Irish people must start having children in their 20s, writes David Quinn
Almost half of women aged 18 to 24 would consider freezing their eggs according to a new survey from the Royal College of Obstetricians and Gynaecologists in the UK. They would do so in order to ‘preserve their fertility’ in the hope of starting a family one day.
This finding dovetails nicely with the theme of a programme RTÉ aired last week called Fertility Shock, which looked at Ireland’s below-replacement level birth rates.
The Irish birth rate is around 1.8 children per woman, well below the 2.1 needed to keep our population stable without immigration. This means the population is set to age rapidly even with high levels of immigration.
At present, there are about 600,000 people in Ireland aged 65 and over. This is projected by the CSO to rise to around 1.6 million by the middle part of the century, which is only 30 years away.

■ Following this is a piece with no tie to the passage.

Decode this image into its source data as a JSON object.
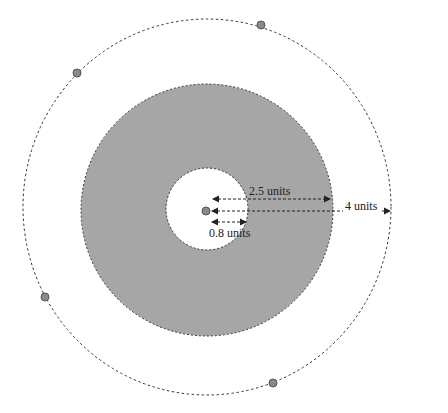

The percentage of over 65s compared with those aged 15-64 is expected to increase from 20% to today, to about 40% by 2050. This is completely unsustainable. It means too few people of working age will be supporting too many dependents, and unlike in the past, the dependents will mostly be retirees, not children. A country like that has no future.
And Ireland isn’t even close to the worst example in Europe. In fact, as low as it is, we have one of Europe’s highest birth rates. Countries like Italy, Greece, Spain and Germany are ageing far more quickly than we are.
Decline
The finding that so many young women in Britain would consider freezing their eggs is a good indicator of why we are where we are. Most people are now waiting until they are well into their 30s before they have their first child. By then, a woman’s fertility is declining rapidly and she has only a few more years left in which she can have children.
The presenter of Fertility Shock, journalist Dearbhail McDonald, spoke to some young people at music event Electric Picnic about when they wanted to have children. They all wanted to wait until they are a lot older, in their 30s, because they “want to live life first”.
Well, that’s all very well, but you can’t ultimately buck nature. In your own mind you think you can delay having children until you are well into your 30s, but your body isn’t listening. It is aging pretty much the same as everyone else’s bodies have been aging since the dawn of time. Your body and your fertility won’t be frozen at age 20 just because it suits you.
This is where egg freezing comes in. It allows the illusion that you can, sort of, freeze time. It allows a woman to think that if she extracts some eggs from her body now, she can have a child later, even if she never met someone she wants to settle down with. Meanwhile she can concentrate on her career.
But of course, life usually doesn’t work that way. To begin with, having a baby this way has only a small chance of working, especially if you wait until you are in your 30s, never mind your 40s. Secondly, it is very expensive.
In addition, there are multiple ethical problems with it. For example, once the eggs are fertilised, the resultant embryos might never be implanted, and many will be permanently frozen or destroyed. The latter is tantamount to abortion.
Another problem is that the sperm used will most likely be from a man that the child will never get to know. Is that fair?
In some cases, women will resort to using surrogate mothers rather than their own wombs, because of their age, or because they simply don’t want to become pregnant with their own child for whatever reason.
Those surrogates will almost certainly be lower income women, often from developing countries. They will, in effect, be the ‘handmaids’ of better-off Western women. (The Handmaid’s Tale is a drama about women who are forced to have children for other people. Surrogacy might not be directly coercive, but it involves a great amount of economic exploitation.)
But even if egg freezing, sperm and egg donation, and surrogacy involved no ethical dilemmas, for the most part, women would still be waiting until they are well into their 30s before having children, and that is still going to mean a low birth rate.
The fact is, we are getting things the wrong way around. Both the market economy and feminism want as many women in the workplace as possible. Family and home and children are forced into second place.
But we can’t expect to do this and to have a healthy birth rate. So, what’s the answer? Should we copy the Scandinavian countries with their strongly feminist policies and affordable childcare, which is what Fertility Shock suggested?
The Scandinavian countries appear on the surface to give women a chance to reconcile work and family life, but when we look closer, their policies haven’t made much difference to their birth rates. Sweden has a birth rate more or less identical to ours, while those of Denmark, Norway and Finland are all lower.
Hungary is now attempting something quite radical. It has announced extremely strong financial inducements to any couples having more than two children, and a woman who has four, will never pay any income tax again. We await the effect of this on the birth rate.
But the bottom line is that we cannot hope to bring our birth rates in line with what we need to keep the number of older and younger people in the right balance unless we start having children again when we are in our 20s.
That is not going to happen so long as we think our 20s isn’t the time to have children, but to “live it up”.